On 6 Apr '08, at 9:17 PM, Scott Andrew wrote:
You aren't supposed to EVER use direct ivar acess. Every document i have ever read regarding ObjectiveC has always said to define acessors.
Ummm ... for access to another object's instance data, that's true. You should avoid the temptation to declare ivars as public and grope them directly. But it's fine to access ivars of 'self' by name, and most of the Obj-C code I've seen does so.
So what prefix you use on your ivars don't matter. To set m_object. I am going to either define get/set functions or use properties.
You can't do this if your getters or setters are non-trivial. Let's say I have a property whose value is computed lazily, a very common design pattern:
- (NSImage*) icon { if( ! _icon ) { // allocate _icon and draw into it } return _icon; }You can't replace "_icon" with "self.icon" because you'd be calling the method you're defining, leading to infinite regress and stack overflow.
I guess you could create a separate private property (with ivar) called "cachedIcon" and have the -icon getter act on that, but that's starting to get silly.
I'll also re-iterate that calling getters and setters is Extremely Expensive compared to directly accessing ivars. As in, something like 4x as much code at the call-site, and at least 10x as many cycles to execute. (Probably more like 20x or 30x if you use the default 'atomic' style synthesized properties, which do autoreleasing and thread synchronization.) It also defeats a number of compiler optimizations.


Once you reach the line with "This screenshot has height=385, width=857.", transcribe it and every line after it to the end of the records, exactly, but not the pictures.
**** Listed records
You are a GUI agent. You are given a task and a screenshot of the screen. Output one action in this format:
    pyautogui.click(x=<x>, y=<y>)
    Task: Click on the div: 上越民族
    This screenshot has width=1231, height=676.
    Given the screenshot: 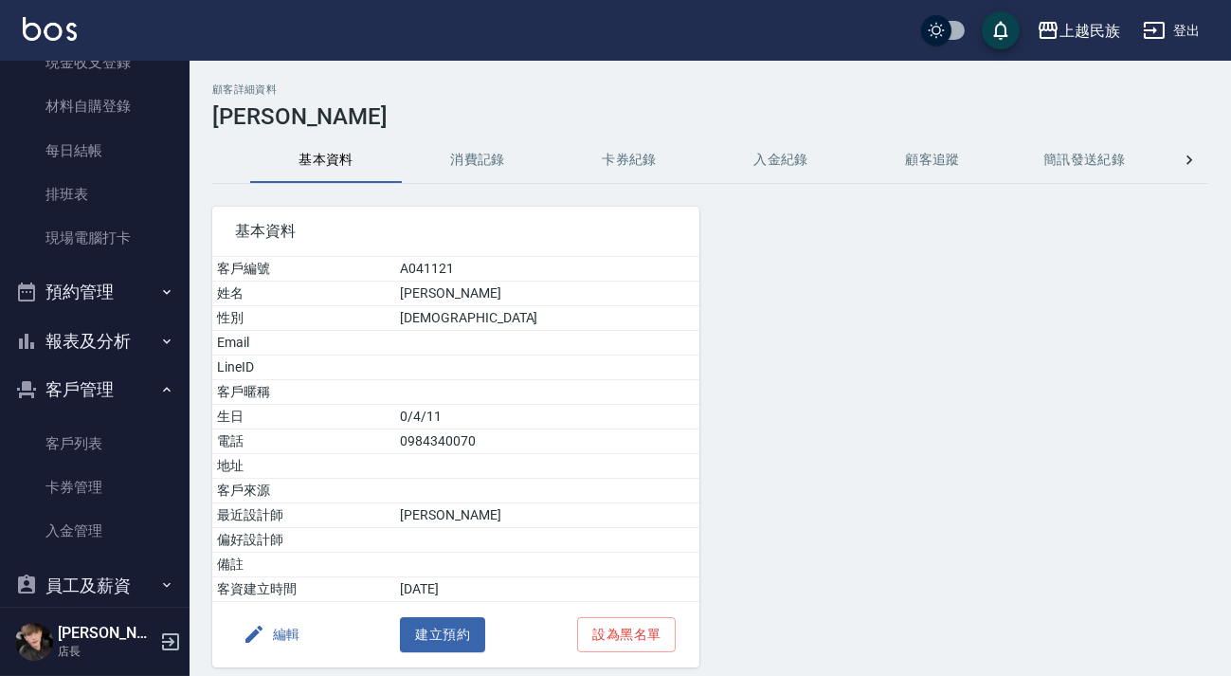 What is the action you would take?
    pyautogui.click(x=1090, y=30)
    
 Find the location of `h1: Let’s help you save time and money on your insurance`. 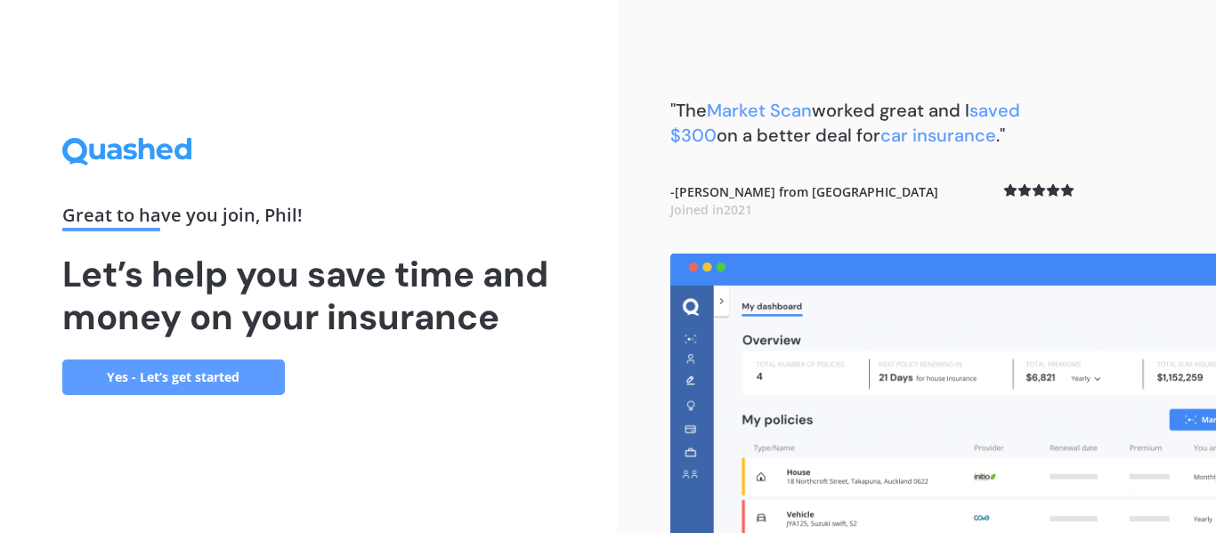

h1: Let’s help you save time and money on your insurance is located at coordinates (309, 295).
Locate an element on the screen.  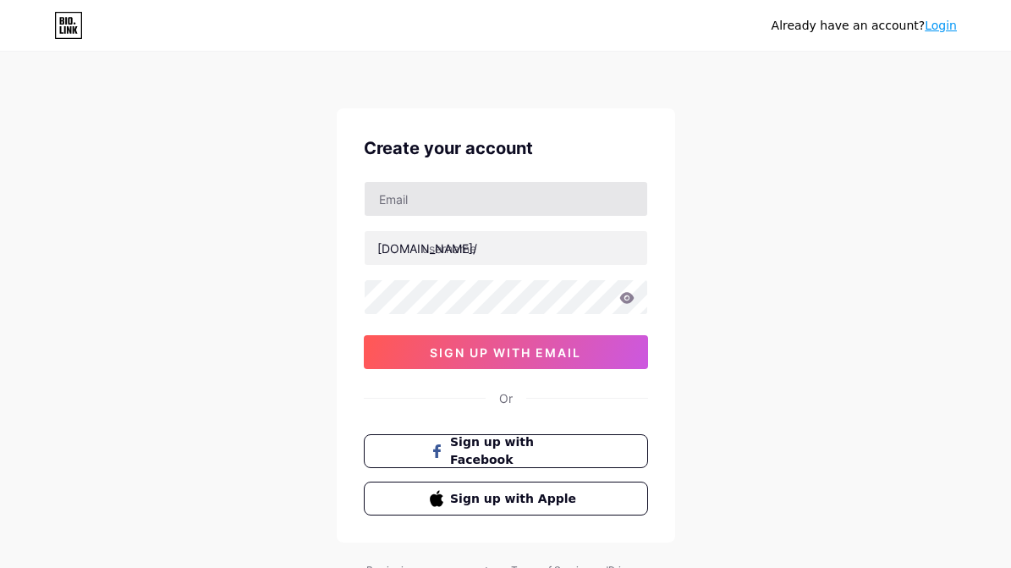
a: Sign up with Apple is located at coordinates (506, 498).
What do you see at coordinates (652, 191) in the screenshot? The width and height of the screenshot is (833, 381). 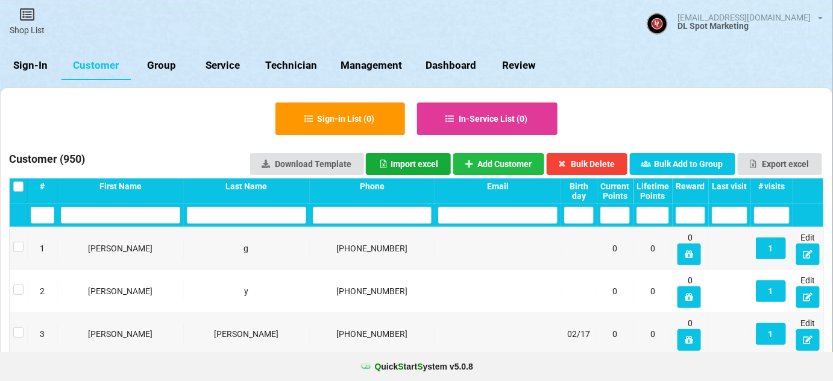 I see `div: Lifetime Points` at bounding box center [652, 191].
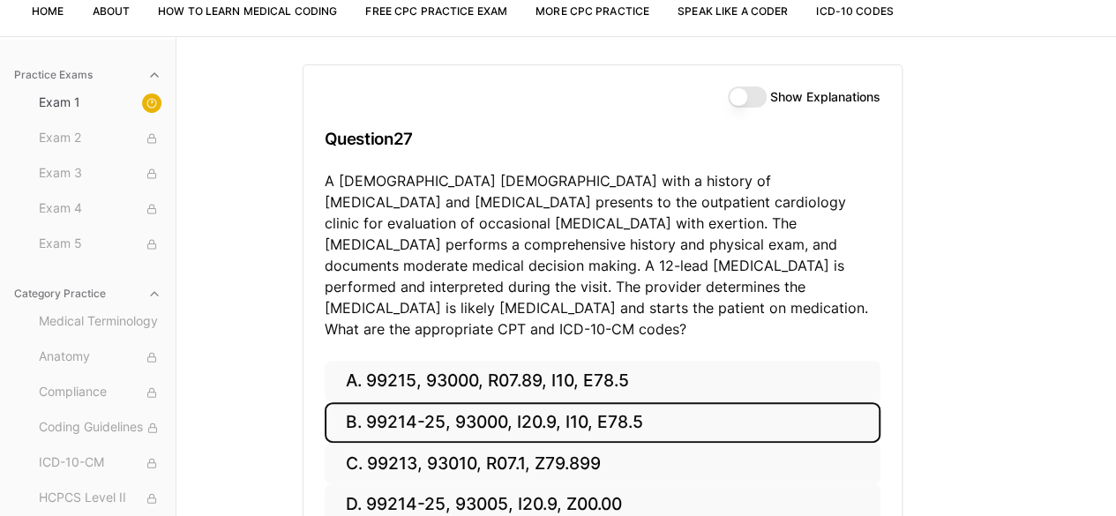  I want to click on a: About, so click(110, 11).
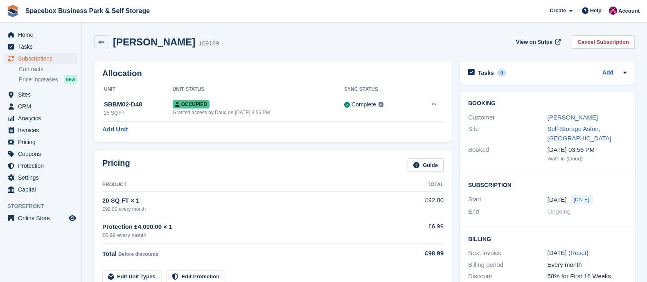 This screenshot has height=282, width=647. I want to click on div: 109189, so click(209, 43).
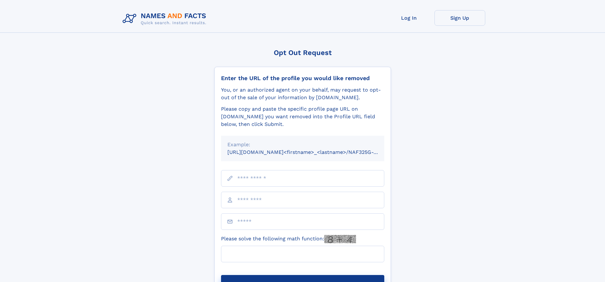 The height and width of the screenshot is (282, 605). What do you see at coordinates (289, 239) in the screenshot?
I see `label: Please solve the following math function:` at bounding box center [289, 239].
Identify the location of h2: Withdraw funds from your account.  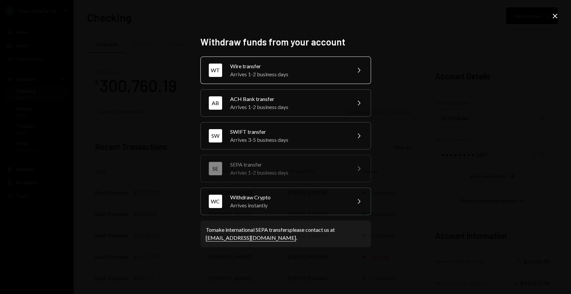
(286, 42).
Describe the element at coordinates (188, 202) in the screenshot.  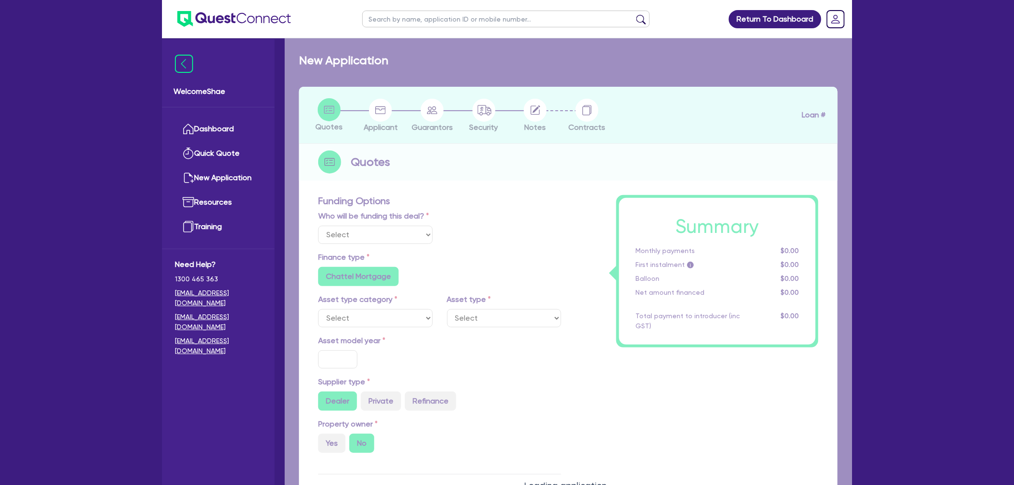
I see `img: resources` at that location.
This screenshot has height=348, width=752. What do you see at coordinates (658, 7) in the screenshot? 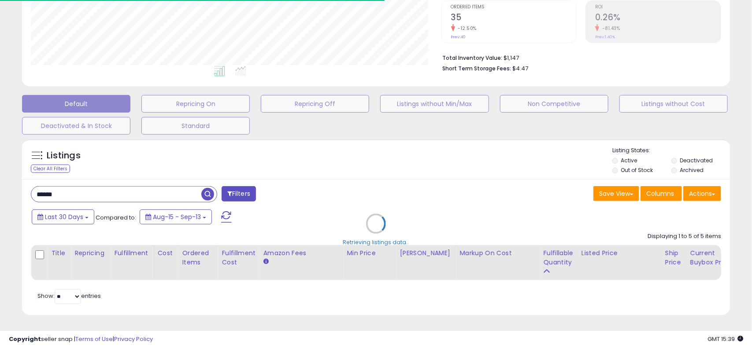
I see `span: ROI` at bounding box center [658, 7].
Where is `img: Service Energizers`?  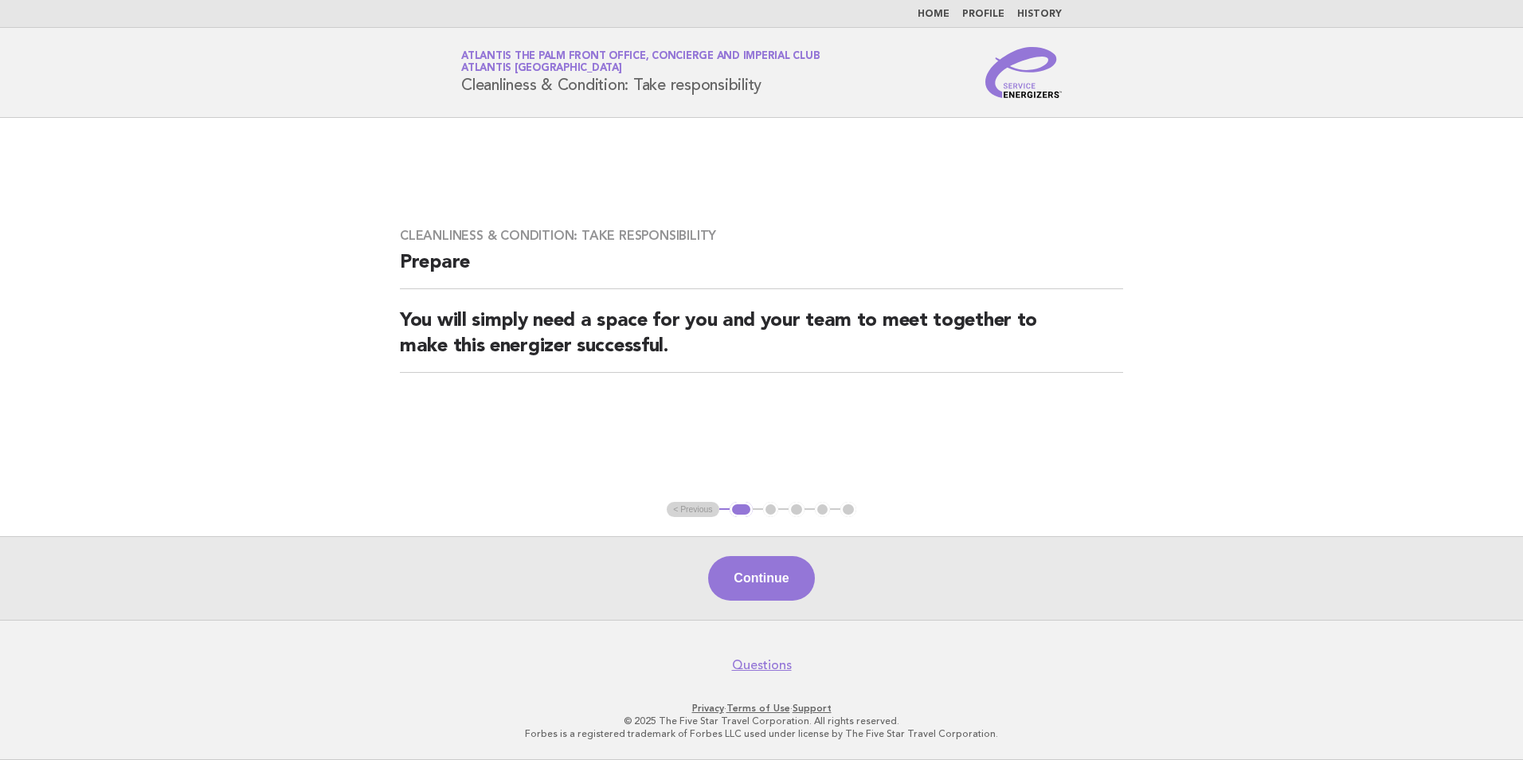 img: Service Energizers is located at coordinates (1023, 72).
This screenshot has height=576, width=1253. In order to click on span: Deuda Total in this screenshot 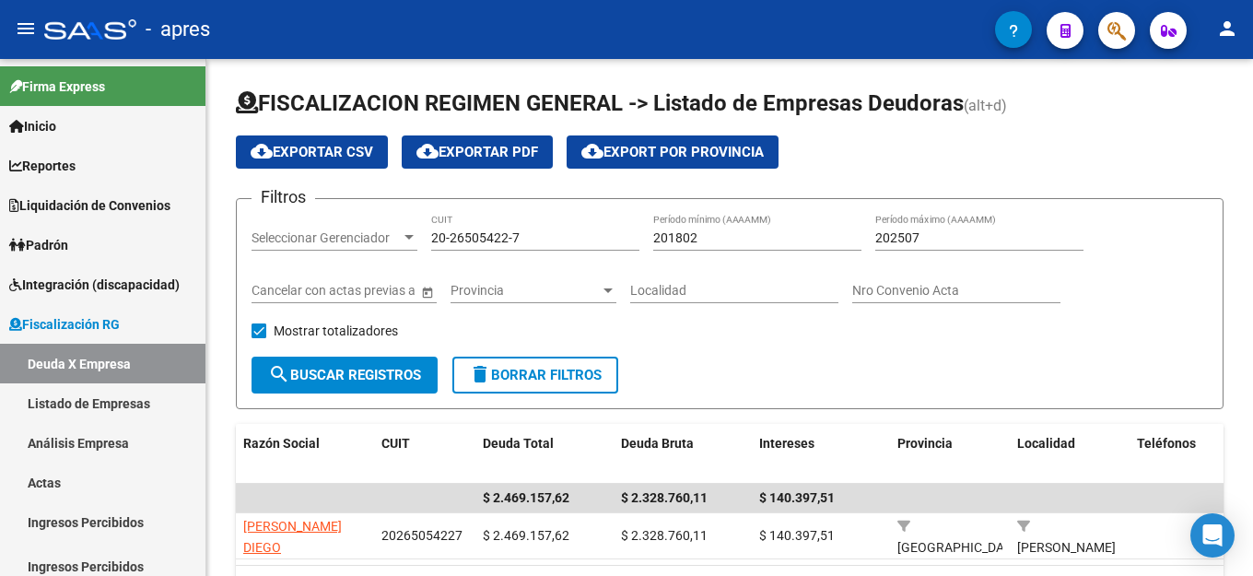, I will do `click(518, 443)`.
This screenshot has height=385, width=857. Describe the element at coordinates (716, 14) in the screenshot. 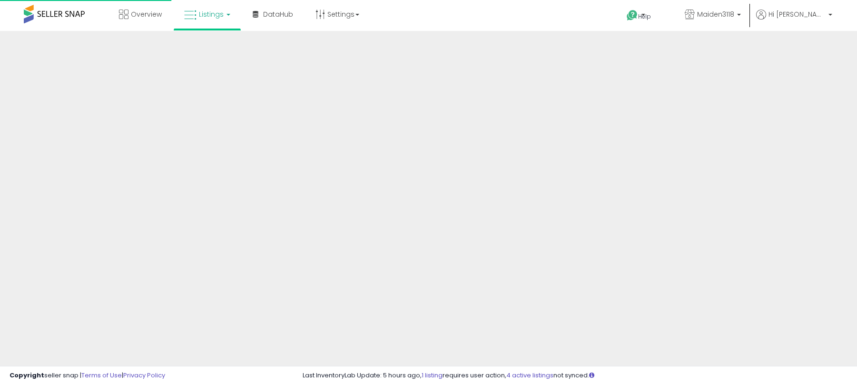

I see `span: Maiden3118` at that location.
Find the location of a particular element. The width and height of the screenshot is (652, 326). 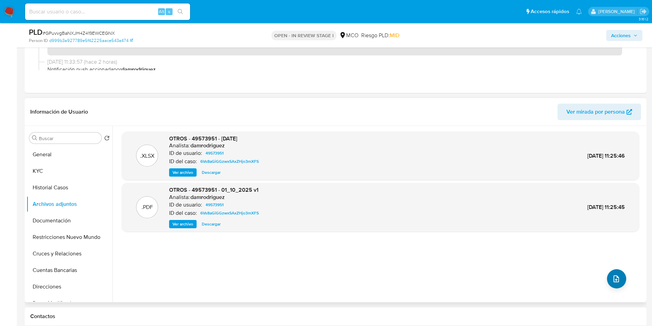

p: damian.rodriguez@mercadolibre.com is located at coordinates (618, 11).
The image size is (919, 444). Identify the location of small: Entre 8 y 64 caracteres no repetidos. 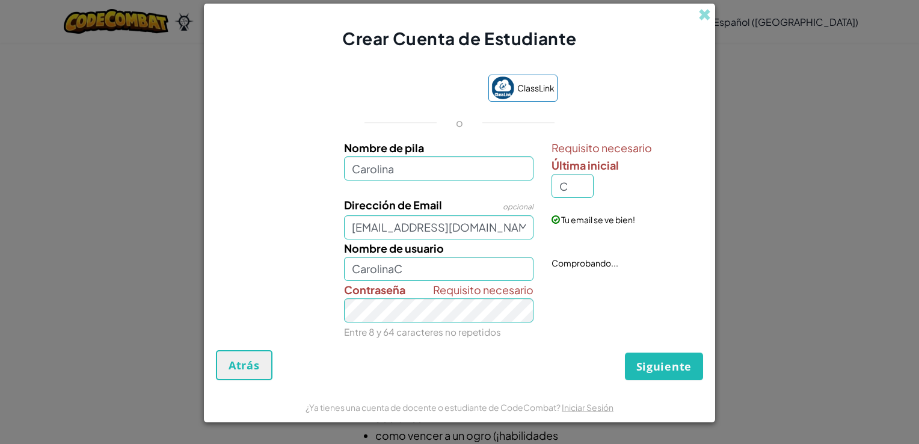
(422, 332).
********
■ **Answer section**
This screenshot has height=385, width=857. Describe the element at coordinates (716, 14) in the screenshot. 

I see `span: Maiden3118` at that location.
Find the location of a particular element. The width and height of the screenshot is (652, 326). 

p: damian.rodriguez@mercadolibre.com is located at coordinates (618, 11).
The image size is (919, 444). Identify the location of small: Entre 8 y 64 caracteres no repetidos. 
(422, 332).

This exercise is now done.